Earlier this week it was reported that the U.S. Federal Reserve was holding interest rates at 5.25%-5.5%, the fourth time in the last five meetings that the rate has been left unchanged. The latest CPI rate in the U.S was 3.1% for November.
The European Central Bank also left its interest rate steady following a December 14 meeting, albeit at a record 4%, in a move confirmed by ECB President Christine Lagarde.
Rate cuts are expected by all three central banks in 2024, although the recent data and position of the BOE led some asset managers to predict that it would be the last to do so.
Reacting to the BOE hold, Michael Metcalfe, head of macro strategy at State Street Global Markets, said in an emailed comment: "Three (committee) members still voted an immediate hike and the decision to hold or hike rates remains finely balanced. Clearly, the BOE needs to see greater progress on inflation to effectively signal that rates have finally peaked."
Metcalfe added: "With the BOE potentially lagging rate cuts elsewhere early next year, this will provide further impetus for asset managers to continue to eliminate their still sizable sterling underweight."
Seema Shah, chief global strategist at Principal Asset Management, felt both the BOE and ECB faced "more serious growth challenges" than the Fed.
"The U.K. is struggling with a more elevated and persistent inflation problem so, while recession risk is more pertinent for the U.K., the Bank of England needs to maintain its restrictive stance for a prolonged period to ensure inflationary pressures subside sufficiently", she said in separate comments.
"The ECB retains enough caution around inflation to tread very carefully around pivot expectations, emphasizing the need to keep rates elevated as long as necessary."
Reasons the U.K. is lagging behind on an economic recovery include a structural labor shortage stemming from issues such as an ageing population and a wave of early retirements taken during the COVID-19 pandemic, according to Vivek Paul, U.K. chief investment strategist at the BlackRock Investment Institute.
In an emailed statement, Paul said: "The Bank of England isn't riding to the rescue of a flatlining economy. It kept the policy rate on hold even as the economy shrank in October and inflation is cooling.
"Why? It is still too early to declare victory in its inflation fight given it is still well above its 2% target. It faces a tougher trade-off between protecting growth and controlling inflation than other developed markets; compared to the U.S., growth has been weaker and the disinflation process bumpier," he said.
The next BOE decision on the U.K. interest rate will be published on February 1.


- ACTIVITY -
Check each line of the entries. Copy the ones that contain the string "name".

- INFORMATION PROVIDED -
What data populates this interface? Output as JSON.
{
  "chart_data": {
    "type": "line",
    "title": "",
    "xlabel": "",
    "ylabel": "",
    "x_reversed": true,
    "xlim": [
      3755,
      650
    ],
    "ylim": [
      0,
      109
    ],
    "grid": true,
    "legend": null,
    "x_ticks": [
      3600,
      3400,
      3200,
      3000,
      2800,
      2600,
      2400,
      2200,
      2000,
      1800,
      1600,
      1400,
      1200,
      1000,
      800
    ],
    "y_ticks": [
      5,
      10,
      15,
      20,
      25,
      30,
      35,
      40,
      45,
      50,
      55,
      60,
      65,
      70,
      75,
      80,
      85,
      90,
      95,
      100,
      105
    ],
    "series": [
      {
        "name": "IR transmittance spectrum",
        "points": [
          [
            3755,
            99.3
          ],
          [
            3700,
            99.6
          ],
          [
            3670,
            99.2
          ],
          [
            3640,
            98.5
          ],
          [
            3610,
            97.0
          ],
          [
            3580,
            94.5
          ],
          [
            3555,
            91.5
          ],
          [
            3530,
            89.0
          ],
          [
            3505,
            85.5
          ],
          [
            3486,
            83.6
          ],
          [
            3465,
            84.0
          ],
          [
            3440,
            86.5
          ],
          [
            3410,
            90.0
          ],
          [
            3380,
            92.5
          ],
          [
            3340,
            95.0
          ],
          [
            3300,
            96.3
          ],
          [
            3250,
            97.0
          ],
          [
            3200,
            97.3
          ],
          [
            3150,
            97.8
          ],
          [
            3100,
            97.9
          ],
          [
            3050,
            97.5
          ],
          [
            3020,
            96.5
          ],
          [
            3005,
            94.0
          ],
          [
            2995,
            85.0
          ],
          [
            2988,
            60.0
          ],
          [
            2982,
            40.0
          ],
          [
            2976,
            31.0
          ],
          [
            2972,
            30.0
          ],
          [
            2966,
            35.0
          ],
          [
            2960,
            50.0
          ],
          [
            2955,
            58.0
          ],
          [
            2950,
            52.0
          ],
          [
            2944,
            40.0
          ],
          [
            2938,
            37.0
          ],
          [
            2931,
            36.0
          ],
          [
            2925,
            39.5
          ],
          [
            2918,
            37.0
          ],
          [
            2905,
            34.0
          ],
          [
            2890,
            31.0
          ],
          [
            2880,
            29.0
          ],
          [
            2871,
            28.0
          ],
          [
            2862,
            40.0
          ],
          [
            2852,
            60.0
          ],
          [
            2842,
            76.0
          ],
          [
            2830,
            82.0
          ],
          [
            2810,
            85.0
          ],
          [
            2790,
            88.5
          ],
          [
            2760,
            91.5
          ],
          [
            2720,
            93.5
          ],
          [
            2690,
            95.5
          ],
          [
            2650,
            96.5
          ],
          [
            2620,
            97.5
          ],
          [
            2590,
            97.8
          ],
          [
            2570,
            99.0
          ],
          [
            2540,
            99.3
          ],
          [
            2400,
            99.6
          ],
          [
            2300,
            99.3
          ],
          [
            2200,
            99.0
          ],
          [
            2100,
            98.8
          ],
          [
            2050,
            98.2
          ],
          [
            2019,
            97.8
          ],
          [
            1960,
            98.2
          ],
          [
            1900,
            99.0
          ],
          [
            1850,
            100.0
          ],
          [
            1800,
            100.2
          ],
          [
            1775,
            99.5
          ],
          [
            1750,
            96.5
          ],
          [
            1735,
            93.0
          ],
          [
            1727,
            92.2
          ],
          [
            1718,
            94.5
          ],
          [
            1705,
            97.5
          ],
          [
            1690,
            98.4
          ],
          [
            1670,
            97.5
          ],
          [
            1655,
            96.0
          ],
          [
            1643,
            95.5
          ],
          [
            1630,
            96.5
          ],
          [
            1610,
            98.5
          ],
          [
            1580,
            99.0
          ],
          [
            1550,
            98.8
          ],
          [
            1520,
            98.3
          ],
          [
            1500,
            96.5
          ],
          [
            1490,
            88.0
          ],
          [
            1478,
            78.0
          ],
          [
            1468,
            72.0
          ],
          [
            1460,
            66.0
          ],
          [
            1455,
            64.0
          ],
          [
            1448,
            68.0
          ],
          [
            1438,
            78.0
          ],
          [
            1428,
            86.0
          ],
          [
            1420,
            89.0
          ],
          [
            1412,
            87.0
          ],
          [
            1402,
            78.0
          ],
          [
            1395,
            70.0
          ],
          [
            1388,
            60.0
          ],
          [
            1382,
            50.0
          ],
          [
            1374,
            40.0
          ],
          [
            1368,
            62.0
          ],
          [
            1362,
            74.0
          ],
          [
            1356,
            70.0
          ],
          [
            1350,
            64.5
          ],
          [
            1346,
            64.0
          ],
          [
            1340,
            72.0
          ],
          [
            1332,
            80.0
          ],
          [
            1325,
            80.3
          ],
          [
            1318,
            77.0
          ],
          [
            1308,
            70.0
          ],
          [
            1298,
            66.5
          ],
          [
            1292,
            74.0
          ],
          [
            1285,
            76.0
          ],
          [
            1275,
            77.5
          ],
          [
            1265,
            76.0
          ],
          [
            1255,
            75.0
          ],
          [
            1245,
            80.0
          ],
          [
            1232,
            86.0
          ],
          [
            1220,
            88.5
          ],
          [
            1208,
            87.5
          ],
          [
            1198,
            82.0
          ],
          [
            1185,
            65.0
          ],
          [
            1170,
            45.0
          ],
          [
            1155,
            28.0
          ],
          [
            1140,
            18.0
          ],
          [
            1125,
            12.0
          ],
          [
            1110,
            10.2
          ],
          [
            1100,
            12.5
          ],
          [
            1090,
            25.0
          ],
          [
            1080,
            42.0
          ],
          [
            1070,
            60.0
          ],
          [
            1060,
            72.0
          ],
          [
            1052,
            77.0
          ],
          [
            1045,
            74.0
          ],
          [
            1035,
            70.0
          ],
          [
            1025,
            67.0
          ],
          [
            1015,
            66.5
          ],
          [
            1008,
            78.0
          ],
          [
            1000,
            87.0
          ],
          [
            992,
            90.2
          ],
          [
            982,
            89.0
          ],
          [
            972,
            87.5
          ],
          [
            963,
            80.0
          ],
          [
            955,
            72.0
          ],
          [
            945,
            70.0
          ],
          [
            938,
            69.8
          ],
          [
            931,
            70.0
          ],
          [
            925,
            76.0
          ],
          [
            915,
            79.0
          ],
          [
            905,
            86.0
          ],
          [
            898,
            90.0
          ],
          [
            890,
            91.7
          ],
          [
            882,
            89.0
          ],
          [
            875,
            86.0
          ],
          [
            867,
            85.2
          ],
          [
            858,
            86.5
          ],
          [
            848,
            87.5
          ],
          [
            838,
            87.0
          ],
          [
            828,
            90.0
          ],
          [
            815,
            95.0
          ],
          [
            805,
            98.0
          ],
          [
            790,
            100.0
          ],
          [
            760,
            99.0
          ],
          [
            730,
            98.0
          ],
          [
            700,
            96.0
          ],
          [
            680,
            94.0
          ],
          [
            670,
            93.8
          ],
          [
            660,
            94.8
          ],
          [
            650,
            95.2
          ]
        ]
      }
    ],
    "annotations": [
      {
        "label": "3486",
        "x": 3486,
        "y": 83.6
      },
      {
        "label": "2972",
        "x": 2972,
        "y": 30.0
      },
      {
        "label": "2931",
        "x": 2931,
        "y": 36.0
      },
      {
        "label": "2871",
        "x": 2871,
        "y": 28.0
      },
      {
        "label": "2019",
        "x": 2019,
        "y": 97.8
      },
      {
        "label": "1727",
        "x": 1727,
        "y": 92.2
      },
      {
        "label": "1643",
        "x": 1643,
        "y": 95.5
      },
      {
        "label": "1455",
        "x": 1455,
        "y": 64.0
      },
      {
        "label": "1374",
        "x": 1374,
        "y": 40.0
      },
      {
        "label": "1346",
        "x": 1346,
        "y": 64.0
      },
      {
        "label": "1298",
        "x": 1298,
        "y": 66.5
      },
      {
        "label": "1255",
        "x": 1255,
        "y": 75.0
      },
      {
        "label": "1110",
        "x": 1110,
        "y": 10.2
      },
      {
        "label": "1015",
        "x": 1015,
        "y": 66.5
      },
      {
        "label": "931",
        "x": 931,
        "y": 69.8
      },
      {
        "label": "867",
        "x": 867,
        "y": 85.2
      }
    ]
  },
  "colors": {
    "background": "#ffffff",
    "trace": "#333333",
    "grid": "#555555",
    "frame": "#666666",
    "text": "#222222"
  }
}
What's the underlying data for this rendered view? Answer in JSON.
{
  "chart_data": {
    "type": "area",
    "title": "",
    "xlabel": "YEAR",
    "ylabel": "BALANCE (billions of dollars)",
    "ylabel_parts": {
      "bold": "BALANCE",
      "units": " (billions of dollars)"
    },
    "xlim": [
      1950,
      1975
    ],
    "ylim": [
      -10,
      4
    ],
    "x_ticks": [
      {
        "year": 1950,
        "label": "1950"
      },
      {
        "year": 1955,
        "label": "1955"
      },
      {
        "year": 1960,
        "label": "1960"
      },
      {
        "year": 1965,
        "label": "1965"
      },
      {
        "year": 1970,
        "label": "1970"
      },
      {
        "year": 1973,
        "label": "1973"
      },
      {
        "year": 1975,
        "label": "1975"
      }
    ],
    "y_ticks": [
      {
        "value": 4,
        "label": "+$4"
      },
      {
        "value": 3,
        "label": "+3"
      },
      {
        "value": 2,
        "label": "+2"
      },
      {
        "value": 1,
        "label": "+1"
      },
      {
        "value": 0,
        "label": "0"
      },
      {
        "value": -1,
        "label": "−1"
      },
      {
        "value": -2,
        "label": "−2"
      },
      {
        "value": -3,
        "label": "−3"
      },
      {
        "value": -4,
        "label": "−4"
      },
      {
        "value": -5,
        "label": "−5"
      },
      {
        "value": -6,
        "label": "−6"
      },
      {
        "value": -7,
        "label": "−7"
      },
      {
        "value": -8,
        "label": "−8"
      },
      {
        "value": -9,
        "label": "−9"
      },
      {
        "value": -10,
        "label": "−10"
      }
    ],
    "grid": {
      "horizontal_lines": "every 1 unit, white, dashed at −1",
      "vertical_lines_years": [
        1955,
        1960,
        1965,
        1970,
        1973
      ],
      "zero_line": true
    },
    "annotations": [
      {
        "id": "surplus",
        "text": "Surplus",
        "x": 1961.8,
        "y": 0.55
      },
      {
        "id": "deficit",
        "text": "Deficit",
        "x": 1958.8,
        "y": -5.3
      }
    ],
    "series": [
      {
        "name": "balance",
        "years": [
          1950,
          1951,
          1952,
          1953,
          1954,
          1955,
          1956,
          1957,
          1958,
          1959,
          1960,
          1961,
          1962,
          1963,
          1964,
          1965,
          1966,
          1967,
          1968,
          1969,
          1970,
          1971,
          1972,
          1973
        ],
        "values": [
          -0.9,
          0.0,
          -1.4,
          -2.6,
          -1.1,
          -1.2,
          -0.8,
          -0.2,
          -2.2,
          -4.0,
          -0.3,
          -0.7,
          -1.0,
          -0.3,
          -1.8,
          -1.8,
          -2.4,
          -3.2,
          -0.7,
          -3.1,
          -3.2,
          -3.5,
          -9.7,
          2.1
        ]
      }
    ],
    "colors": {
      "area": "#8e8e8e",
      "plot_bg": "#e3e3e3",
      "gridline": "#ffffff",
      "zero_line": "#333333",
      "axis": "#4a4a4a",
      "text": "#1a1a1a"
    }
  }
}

- RESPONSE -
        "name": "IR transmittance spectrum",
        "name": "balance",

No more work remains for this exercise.